[fpc-devel] Threading support and C library under Linux/Unix

Florian Klaempfl florian at freepascal.org
Thu Jun 24 10:02:21 CEST 2010


Michael Schnell schrieb:
> On 06/23/2010 05:35 PM, Daniƫl Mantione wrote:
>> It's a non-issue. If you set a thread realtime you know what you are
>> doing and can take care you give up the CPU when feasible, or you
>> simply don't enter mutuxes shared with non-realtime threads.
> 
> I don't agree.
> 
> If the RTL provides a method, it should be working and not unavoidably
> create a dead lock, even if a thread is set to a realtime priority.
> Moreover Thread Synchronization using FUTEX (via TCriticalSection)
> (implementing this directly in the RTL instead of using libc is what is
> being discussed right now here) is especially useful in a "realtime"
> system, as it improves the performance of the threaded application.
> 
> Moreover the current implementation is not optimal at all even in a
> system with time-slices. 

Tell this the writers of the cpu architecture manuals.

> If there is no other way with this arch but an
> active spinning lock, the blocked thread should at least give up it's
> current time slice before retrying to get the lock, so that the blocking
> thread can work and release the lock. otherwise (in a single CPU system)
> the resting part of the time slice is deterministically wasted.

Well, yes, you shouldn't simply use locked operations in a single cpu
environment, your application should provide different algorithms for
single and multi cpu/threaded environments if the application really
contains speed critical code requiring locking. This is why FPC uses
inclocked/declocked for fast reference counting.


EXERCISE OBJECTIVE:
Look for the word "points" in the data below, and copy every line that holds it.

DATA:
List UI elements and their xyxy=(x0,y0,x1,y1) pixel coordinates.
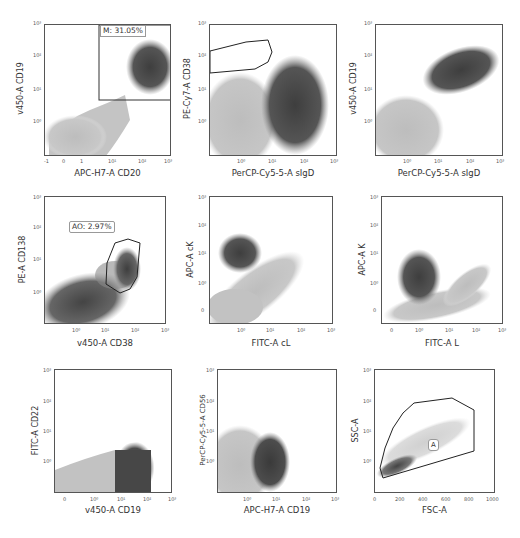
x-tick: 10² xyxy=(143,496,151,502)
plot-area xyxy=(209,196,333,324)
y-tick: 10¹ xyxy=(198,250,206,256)
y-axis-label: PE-Cy7-A CD38 xyxy=(183,49,192,129)
x-tick: 10¹ xyxy=(117,496,125,502)
scatter-points xyxy=(375,370,495,493)
x-axis-label: FITC-A cL xyxy=(209,338,333,348)
y-tick: 10⁰ xyxy=(363,458,371,464)
plot-area xyxy=(381,196,503,324)
y-tick: 10³ xyxy=(363,367,371,373)
x-tick: 10³ xyxy=(161,327,169,333)
y-axis-label: v450-A CD19 xyxy=(349,49,358,129)
x-axis-label: FITC-A L xyxy=(381,338,503,348)
y-tick: 10⁰ xyxy=(33,289,41,295)
x-axis-label: APC-H7-A CD19 xyxy=(217,505,337,515)
x-tick: 10³ xyxy=(327,327,335,333)
y-tick: 10³ xyxy=(370,194,378,200)
x-tick: 10¹ xyxy=(108,158,116,164)
plot-area: A xyxy=(374,369,495,493)
y-axis-label: FITC-A CD22 xyxy=(31,391,40,471)
scatter-points xyxy=(218,370,337,493)
plot-area: M: 31.05% xyxy=(44,24,171,156)
x-tick: 600 xyxy=(441,496,451,502)
x-axis-label: v450-A CD19 xyxy=(54,505,172,515)
x-tick: 400 xyxy=(418,496,428,502)
scatter-points xyxy=(210,197,333,324)
y-axis-label: APC-A K xyxy=(358,220,367,300)
x-axis-label: FSC-A xyxy=(374,505,495,515)
gate-label-a: A xyxy=(428,439,439,451)
scatter-points xyxy=(45,197,166,324)
y-tick: 10⁰ xyxy=(370,280,378,286)
x-tick: 10¹ xyxy=(268,158,276,164)
x-tick: 0 xyxy=(62,158,65,164)
scatter-points xyxy=(210,25,337,156)
y-tick: 10⁰ xyxy=(43,458,51,464)
y-axis-label: v450-A CD19 xyxy=(16,49,25,129)
x-tick: 10⁰ xyxy=(403,158,411,164)
y-tick: 10¹ xyxy=(363,428,371,434)
x-tick: 10³ xyxy=(330,158,338,164)
x-axis-label: APC-H7-A CD20 xyxy=(44,168,171,178)
x-tick: 10³ xyxy=(496,158,504,164)
x-tick: 0 xyxy=(373,496,376,502)
x-tick: 10³ xyxy=(331,496,339,502)
y-tick: 10³ xyxy=(206,367,214,373)
x-tick: 1 xyxy=(80,158,83,164)
y-tick: 10³ xyxy=(33,20,41,26)
scatter-points xyxy=(382,197,503,324)
y-tick: 10³ xyxy=(364,20,372,26)
x-tick: 10⁰ xyxy=(243,496,251,502)
x-tick: 10⁰ xyxy=(90,496,98,502)
gate-label-ao: AO: 2.97% xyxy=(69,221,115,233)
x-tick: 10² xyxy=(472,327,480,333)
x-tick: 10² xyxy=(466,158,474,164)
y-tick: 10⁰ xyxy=(33,118,41,124)
y-tick: 10¹ xyxy=(33,86,41,92)
plot-area xyxy=(209,24,337,156)
y-tick: 10⁰ xyxy=(206,458,214,464)
x-tick: 10¹ xyxy=(266,327,274,333)
x-tick: 10² xyxy=(302,496,310,502)
y-tick: 10² xyxy=(364,52,372,58)
x-tick: 10² xyxy=(297,327,305,333)
y-tick: 10³ xyxy=(198,20,206,26)
y-axis-label: PE-A CD138 xyxy=(18,220,27,300)
y-tick: 10¹ xyxy=(364,86,372,92)
y-tick: 10² xyxy=(363,398,371,404)
y-tick: 10¹ xyxy=(370,250,378,256)
x-tick: 0 xyxy=(63,496,66,502)
plot-area xyxy=(54,369,172,493)
plot-area: AO: 2.97% xyxy=(44,196,166,324)
x-tick: 10³ xyxy=(168,496,176,502)
y-tick: 10¹ xyxy=(33,256,41,262)
x-axis-label: v450-A CD38 xyxy=(44,338,166,348)
scatter-points xyxy=(376,25,503,156)
gate-label-m: M: 31.05% xyxy=(100,25,146,37)
x-tick: 10³ xyxy=(164,158,172,164)
x-axis-label: PerCP-Cy5-5-A sIgD xyxy=(209,168,337,178)
x-tick: 1000 xyxy=(486,496,499,502)
x-tick: 0 xyxy=(390,327,393,333)
x-tick: 10³ xyxy=(498,327,506,333)
y-tick: 10² xyxy=(206,398,214,404)
y-tick: 10² xyxy=(198,222,206,228)
y-tick: 0 xyxy=(201,307,204,313)
y-tick: 10² xyxy=(33,52,41,58)
y-tick: 10² xyxy=(43,398,51,404)
x-tick: 800 xyxy=(464,496,474,502)
x-tick: 10² xyxy=(138,158,146,164)
x-axis-label: PerCP-Cy5-5-A sIgD xyxy=(375,168,503,178)
y-tick: 10⁰ xyxy=(364,118,372,124)
y-axis-label: SSC-A xyxy=(351,391,360,471)
y-tick: 0 xyxy=(373,307,376,313)
y-tick: 10¹ xyxy=(43,428,51,434)
scatter-points xyxy=(55,370,172,493)
x-tick: -1 xyxy=(44,158,49,164)
x-tick: 10¹ xyxy=(101,327,109,333)
y-tick: 10⁰ xyxy=(198,280,206,286)
y-tick: 10³ xyxy=(198,194,206,200)
x-tick: 200 xyxy=(395,496,405,502)
plot-area xyxy=(217,369,337,493)
y-tick: 10¹ xyxy=(198,86,206,92)
x-tick: 10⁰ xyxy=(237,158,245,164)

TASK RESPONSE:
scatter-points xyxy=(375,370,495,493)
scatter-points xyxy=(218,370,337,493)
scatter-points xyxy=(210,197,333,324)
scatter-points xyxy=(45,197,166,324)
scatter-points xyxy=(210,25,337,156)
scatter-points xyxy=(382,197,503,324)
scatter-points xyxy=(376,25,503,156)
scatter-points xyxy=(55,370,172,493)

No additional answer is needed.